A: I wrote this book both for people with deep experience in the evangelical world and for those with relatively little understanding of it. For those from the evangelical world, particularly those who’ve struggled with that background, I hope they will feel seen and described. For those on the outside, particularly those who’ve felt confused or confounded by evangelicalism, I hope they will come away with more understanding of their evangelical and exvangelical friends and loved ones – and more insight into how we got where we are today, politically, and culturally. Through my experiences and interviews with dozens of others, I’ve tried to paint a very intimate and granular picture of what it’s like inside the evangelical world – and what it’s like to move beyond it.


Q: If you can spoil, what parts if any, were the most painful to revisit? 

 

A: The people who spoke to me for this book were so open and authentic in sharing their experiences, and I felt that it was important to be equally frank in sharing my own.
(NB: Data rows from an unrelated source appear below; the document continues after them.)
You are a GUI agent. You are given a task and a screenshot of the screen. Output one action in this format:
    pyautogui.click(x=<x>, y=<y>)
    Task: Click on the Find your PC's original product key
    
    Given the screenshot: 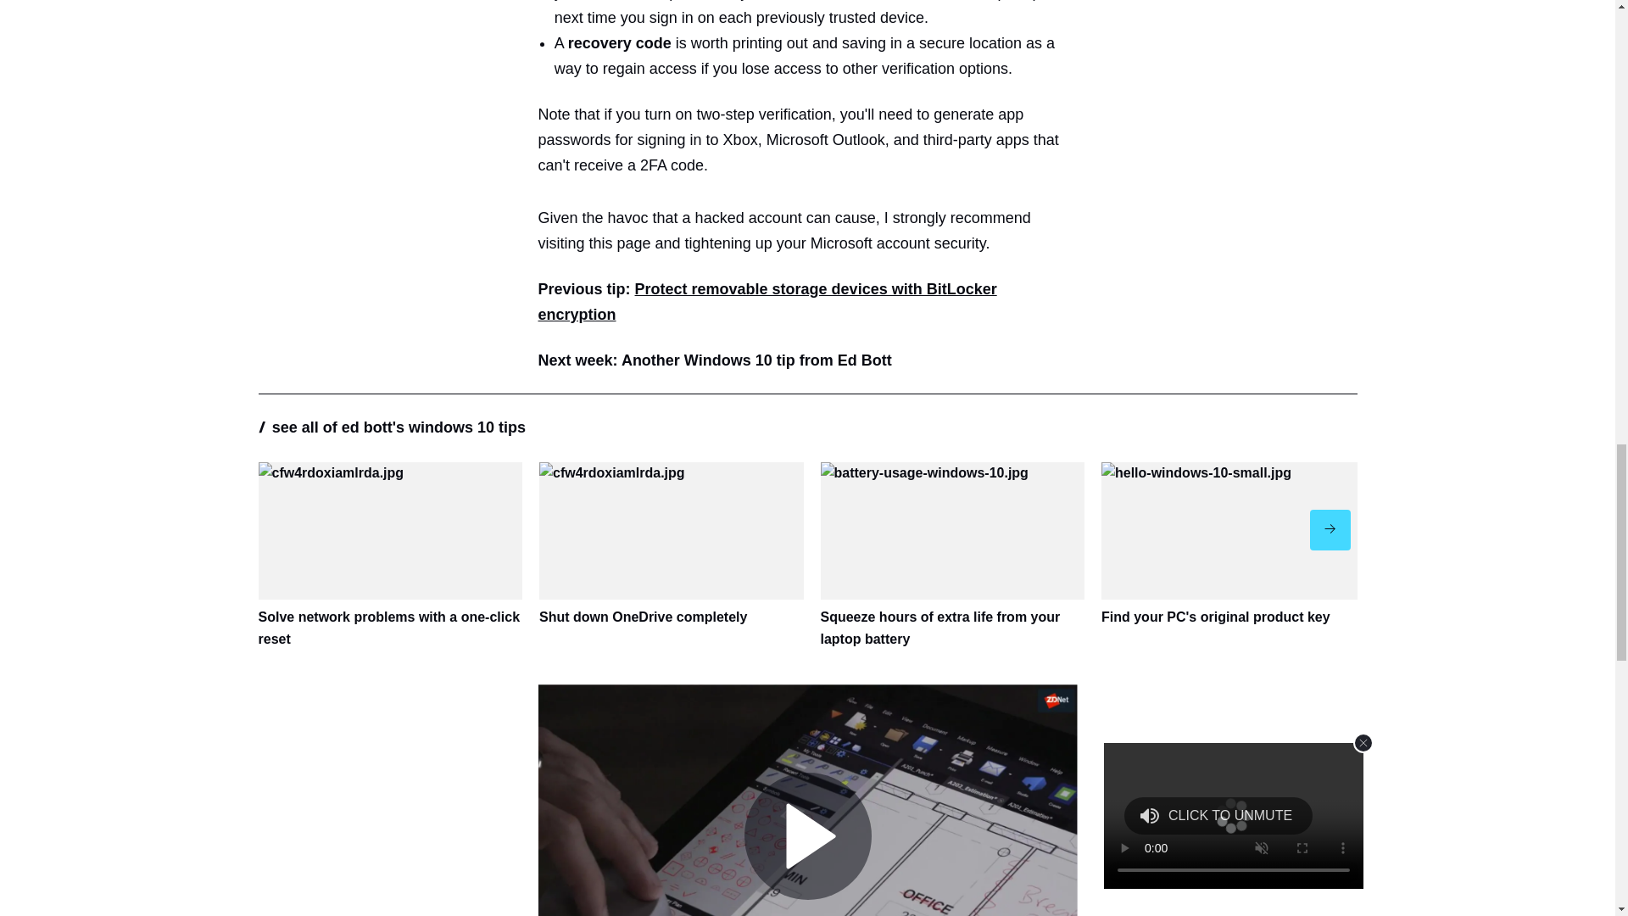 What is the action you would take?
    pyautogui.click(x=1233, y=544)
    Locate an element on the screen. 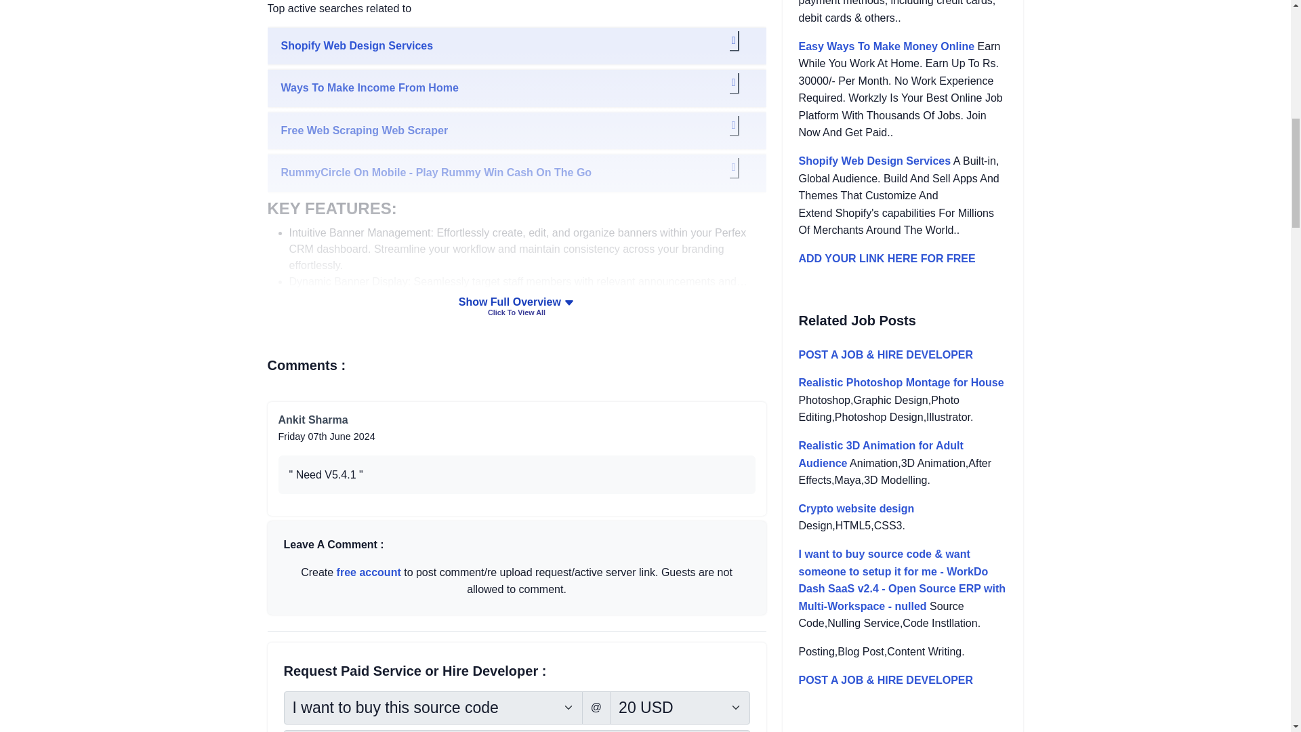  Ways To Make Income From Home is located at coordinates (516, 87).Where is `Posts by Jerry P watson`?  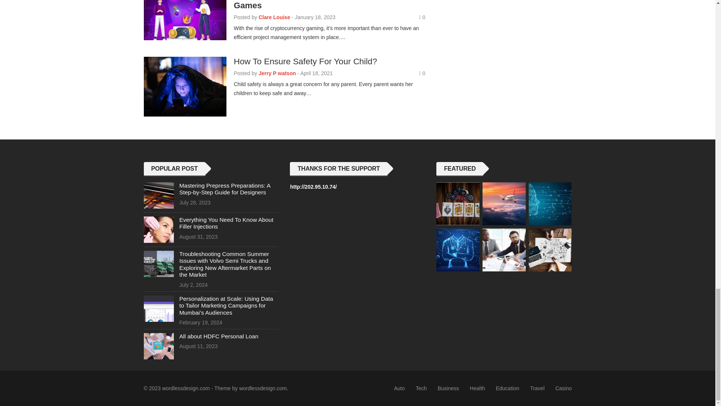 Posts by Jerry P watson is located at coordinates (277, 73).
The book is organized around several key points of cognitive dissonance that many of us have experienced growing up evangelical – themes including sexuality, theology, abuse, and extremism. For many of us, including myself, those tension points were the product of painful experiences – especially some involving our families. Those were the hardest parts to revisit. But I thought hard about it, and ultimately shared what I felt I needed to share. And so far, I’m hearing from people who are reading the book that many of those moments are resonating deeply for them.

 

Q: In the book you mentioned feeling so uncomfortable and pressured to convert your Muslim friend to Christianity. As a Catholic Christian myself, were you ever pressured to try to convert any Catholic friends to the evangelical faith? Not to lump all evangelicals, but there are some evangelicals who spread lies about my faith saying that we worship saints, especially The Virgin Mary. So, I had to ask this question even if it wasn’t mentioned in the book. 
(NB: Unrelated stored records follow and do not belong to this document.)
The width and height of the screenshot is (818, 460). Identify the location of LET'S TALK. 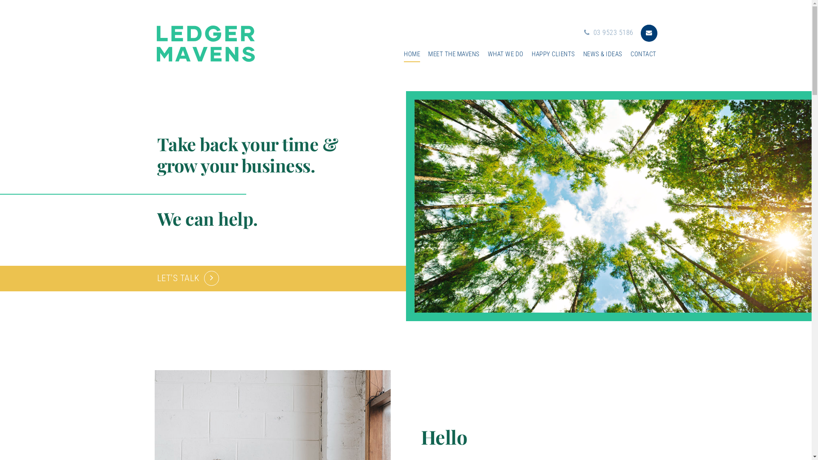
(188, 274).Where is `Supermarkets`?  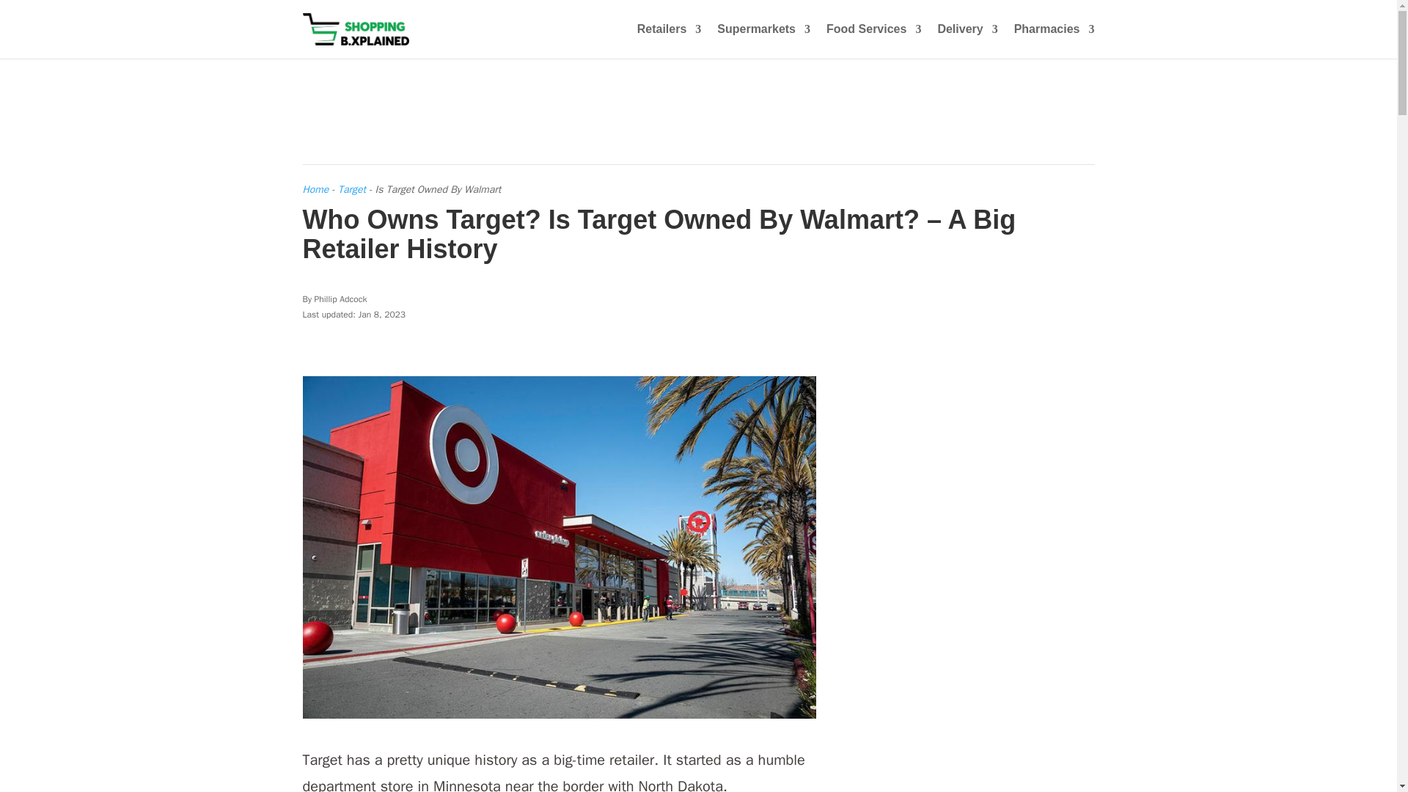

A: Our view of Catholicism was complicated. I’d often hear things like “some Catholics are Christians” (which would seem like an unintelligible statement to anyone who’s studied church history but reflects the evangelical understanding of what it means to be “truly Christian,” which is to have embraced a specific view of salvation). We were asked to “share Jesus” with anyone we suspected of not being “truly saved,” and yes, that could include Catholics. We were often told that Catholics focused on works – doing good deeds – rather than belief in the grace of God. I realize this is a huge oversimplification and misunderstanding of Catholic theology, but that is what we were told. For us, salvation was not about baptism or confirmation or confession, but simply a matter of the heart, between the individual and God. The only question was, “Have you accepted Jesus as your savior and repented of your sin?” We were taught that doing so was as simple as praying a private prayer. Ironically, though, for all the emphasis on individual salvation and a personal relationship with God, it was very easy to be viewed by others in the movement as not having your heart in the right place, or not being truly saved.
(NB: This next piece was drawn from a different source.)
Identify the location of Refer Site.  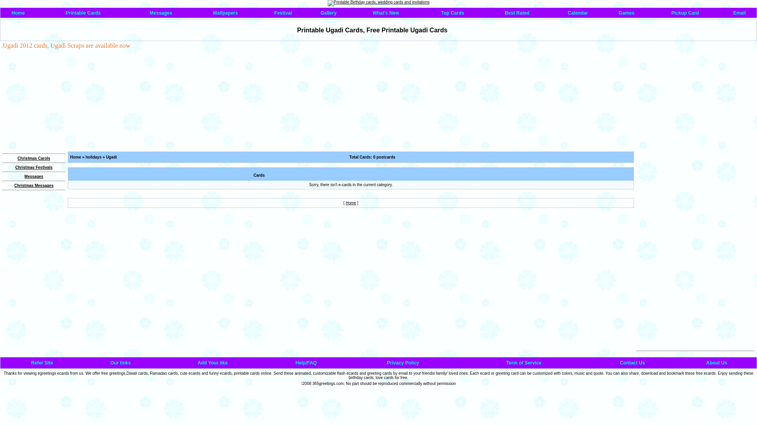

Q: What’s it like being a journalist for NPR? What advice would you give to anyone wanting to go into journalism?

 

A: I love the pursuit of understanding, information, and truth. I love being there for important moments in history and having license to ask strangers questions and probe their thinking about important matters. I have always loved words and writing, so I love that part of it, too. The most difficult part for me is the endless pace of news, the cycle of adrenaline and sometimes exhaustion. I’m also a parent, as many of my colleagues are, and balancing those realities can be tricky. I would tell aspiring journalists to think hard about that part of it. But if you are a news junkie and love to think and learn and ask questions and tell stories, it can be truly exhilarating.


Q: Are you currently writing your next book? If it’s not too early to say, what is the topic about this time around?

 

A:  Yes, I’m in the early stages of researching what I’m hopeful will become the next book project. I’ll just say it’s something that flows logically from The Exvangelicals, and it’s a topic that feels challenging but also exciting and hopeful.